T here are many ways of looking at culture and the globalization of
T here are many ways of looking at culture and the globalization of
television. This last chapter looks at the aspect of culture that is the individual and collective synthesis of identity in interaction with media, par ticularly television. The movement from traditional local life to modern interaction with mass media has produced identities that are already multi layered with elements that are local, regional (subnational but larger than the very local), supranational, based on cultural-linguistic regions, and national (Anderson, 1983). In this study, I argue that television viewers
around the world continue to strongly reflect these layers or aspects of iden tity while many also acquire new layers of identity that are transnational, or global. In this chapter, I examine the relationship between processes of hybridization of identity and culture over time and the buildup, mainte nance, and even defense of various layers of multilayered identities. These
layers of identity are articulated with media, such as television, but not in a
AUTHOR'S NOTE: This chapter was written with the participation, research, and conceptual understanding of Antonio La Pastina (Texas A&M University), Viviana
Rojas (University of Texas at San Antonio), and Martha Fuentes-Bautista and Juan Pinon (University of Texas at Austin).
222 Chapter 9 simple sense of being primarily influenced by television. Some layers of
identity, such as those religious traditionalists hold, may actively resist many of the ideas most television channels carry.
Many people suppose that identities are rapidly globalizing. In this chapter, however, I argue, based on an analysis of in-depth interviews in
Salvador (Bahia) and Sao Paulo, Brazil, and among Latinos in Austin, Texas, that the proportion of people whose identity is deeply globalized is actually quite small, that the traditional layers of identity at the local, subnational regional, and national levels are still the strongest for many people, with
supranational or transnational cultural-linguistic regions rapidly becoming important for some cultures and some people.
These cultural-geographic levels of identity emerge as primary for almost all people, I found in my interviews, but other levels of identity emerge strongly for most people, as well. At a broad collective level, attention has focused for years on television viewing and identities framed by language and culture (Sinclair et al., 1 996; Straubhaar & Duarte, 1 997; Wilkinson,
1 995). However, this volume has also focused considerable attention on social class, particularly in Bourdieu's ( 1984) sense of cultural capital, dis
cussed in Chapter 8. I have also found strong layers of identity that guide viewing and interpreting of television in gender, ethnicity, age, and religion,
among others. This chapter will focus on place, culture/language, and class as foci for multiple identifications and television viewing by audiences; these are the elements that emerged as fundamental in my interviews, as well as in
a review of the evolving literature. I will examine the others more briefly as well. I recognize that these levels of identity are in large part structured for people by powerful institutions. Governments use schooling, maps, borders,
and other forms of discourse to teach people to think in terms of cultural geography. A variety of economic forces structure people's positions in terms of class, economic, and cultural capital. Powerful cultural industries and many other social structures reinforce senses of cultural geography, class, gender, ethnicity, age, and religion. However, individual and group agency and action also construct and · change these forces over time.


* WHAT IS NEEDED: Transcribe everything in the listing as written, and let no image into the copy.

* SOURCE DATA:

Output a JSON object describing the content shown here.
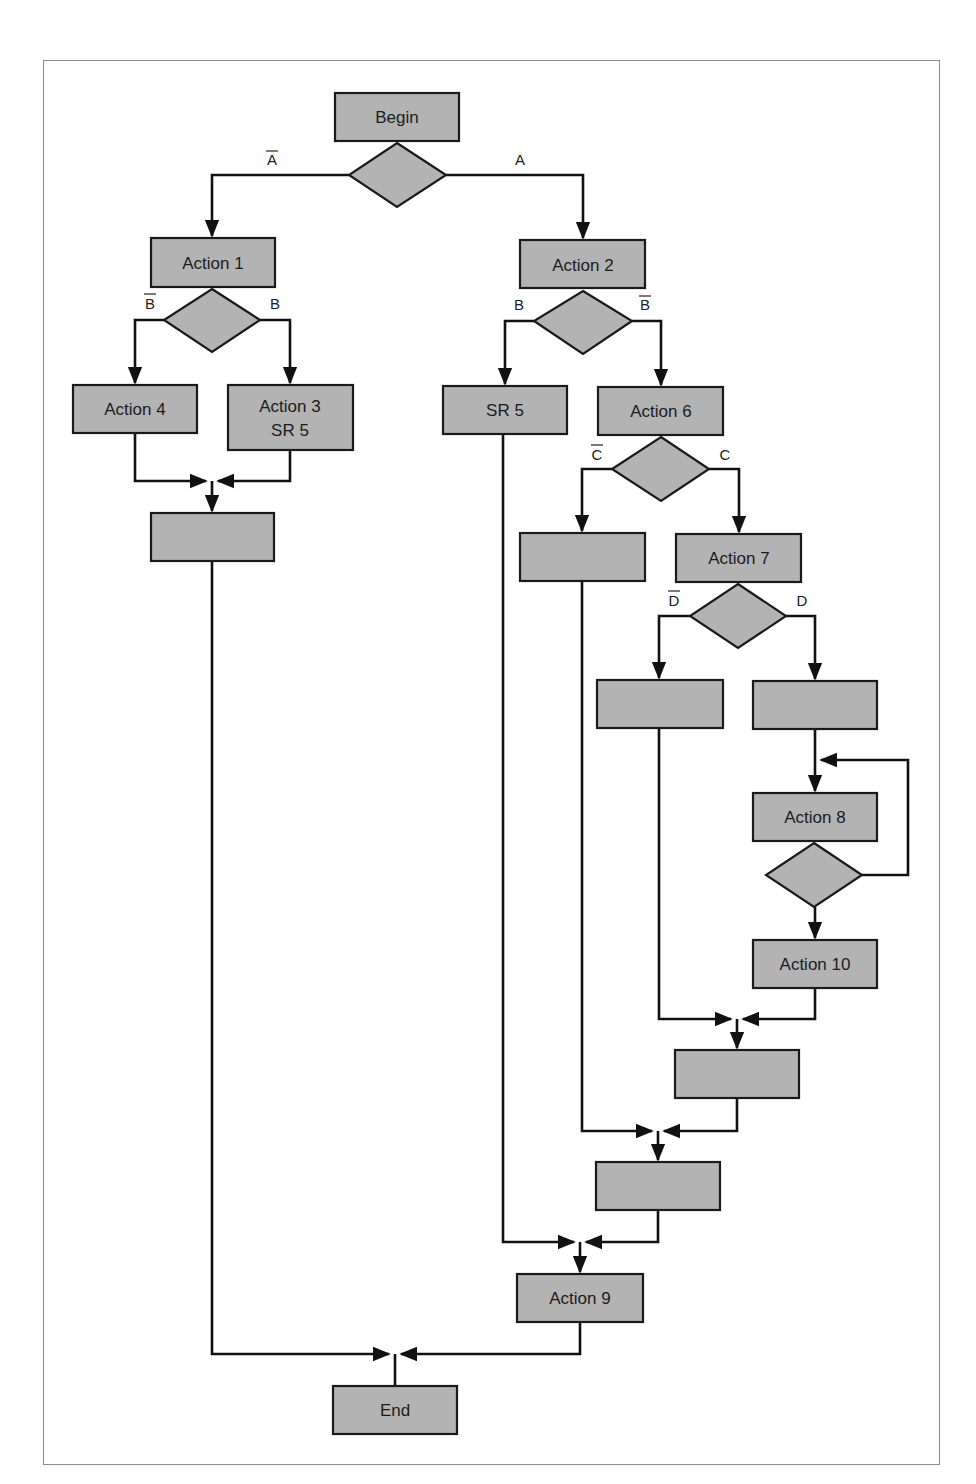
{
  "diagram": {
    "type": "flowchart",
    "nodes": {
      "begin": {
        "label": "Begin"
      },
      "action1": {
        "label": "Action 1"
      },
      "action2": {
        "label": "Action 2"
      },
      "action3": {
        "label_line1": "Action 3",
        "label_line2": "SR 5"
      },
      "action4": {
        "label": "Action 4"
      },
      "sr5": {
        "label": "SR 5"
      },
      "action6": {
        "label": "Action 6"
      },
      "action7": {
        "label": "Action 7"
      },
      "action8": {
        "label": "Action 8"
      },
      "action9": {
        "label": "Action 9"
      },
      "action10": {
        "label": "Action 10"
      },
      "end": {
        "label": "End"
      },
      "blank_left": {
        "label": ""
      },
      "blank_c_not": {
        "label": ""
      },
      "blank_d_not": {
        "label": ""
      },
      "blank_d": {
        "label": ""
      },
      "blank_merge_d": {
        "label": ""
      },
      "blank_merge_c": {
        "label": ""
      }
    },
    "conditions": {
      "a_not": "A",
      "a": "A",
      "b_not_left": "B",
      "b_left": "B",
      "b_right": "B",
      "b_not_right": "B",
      "c_not": "C",
      "c": "C",
      "d_not": "D",
      "d": "D"
    },
    "condition_negated": {
      "a_not": true,
      "a": false,
      "b_not_left": true,
      "b_left": false,
      "b_right": false,
      "b_not_right": true,
      "c_not": true,
      "c": false,
      "d_not": true,
      "d": false
    },
    "colors": {
      "node_fill": "#b3b3b3",
      "stroke": "#1a1a1a",
      "frame": "#8c8c8c"
    }
  }
}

* EXPECTED OUTPUT:
Output a JSON object describing the content shown here.
{
  "diagram": {
    "type": "flowchart",
    "nodes": {
      "begin": {
        "label": "Begin"
      },
      "action1": {
        "label": "Action 1"
      },
      "action2": {
        "label": "Action 2"
      },
      "action3": {
        "label_line1": "Action 3",
        "label_line2": "SR 5"
      },
      "action4": {
        "label": "Action 4"
      },
      "sr5": {
        "label": "SR 5"
      },
      "action6": {
        "label": "Action 6"
      },
      "action7": {
        "label": "Action 7"
      },
      "action8": {
        "label": "Action 8"
      },
      "action9": {
        "label": "Action 9"
      },
      "action10": {
        "label": "Action 10"
      },
      "end": {
        "label": "End"
      },
      "blank_left": {
        "label": ""
      },
      "blank_c_not": {
        "label": ""
      },
      "blank_d_not": {
        "label": ""
      },
      "blank_d": {
        "label": ""
      },
      "blank_merge_d": {
        "label": ""
      },
      "blank_merge_c": {
        "label": ""
      }
    },
    "conditions": {
      "a_not": "A",
      "a": "A",
      "b_not_left": "B",
      "b_left": "B",
      "b_right": "B",
      "b_not_right": "B",
      "c_not": "C",
      "c": "C",
      "d_not": "D",
      "d": "D"
    },
    "condition_negated": {
      "a_not": true,
      "a": false,
      "b_not_left": true,
      "b_left": false,
      "b_right": false,
      "b_not_right": true,
      "c_not": true,
      "c": false,
      "d_not": true,
      "d": false
    },
    "colors": {
      "node_fill": "#b3b3b3",
      "stroke": "#1a1a1a",
      "frame": "#8c8c8c"
    }
  }
}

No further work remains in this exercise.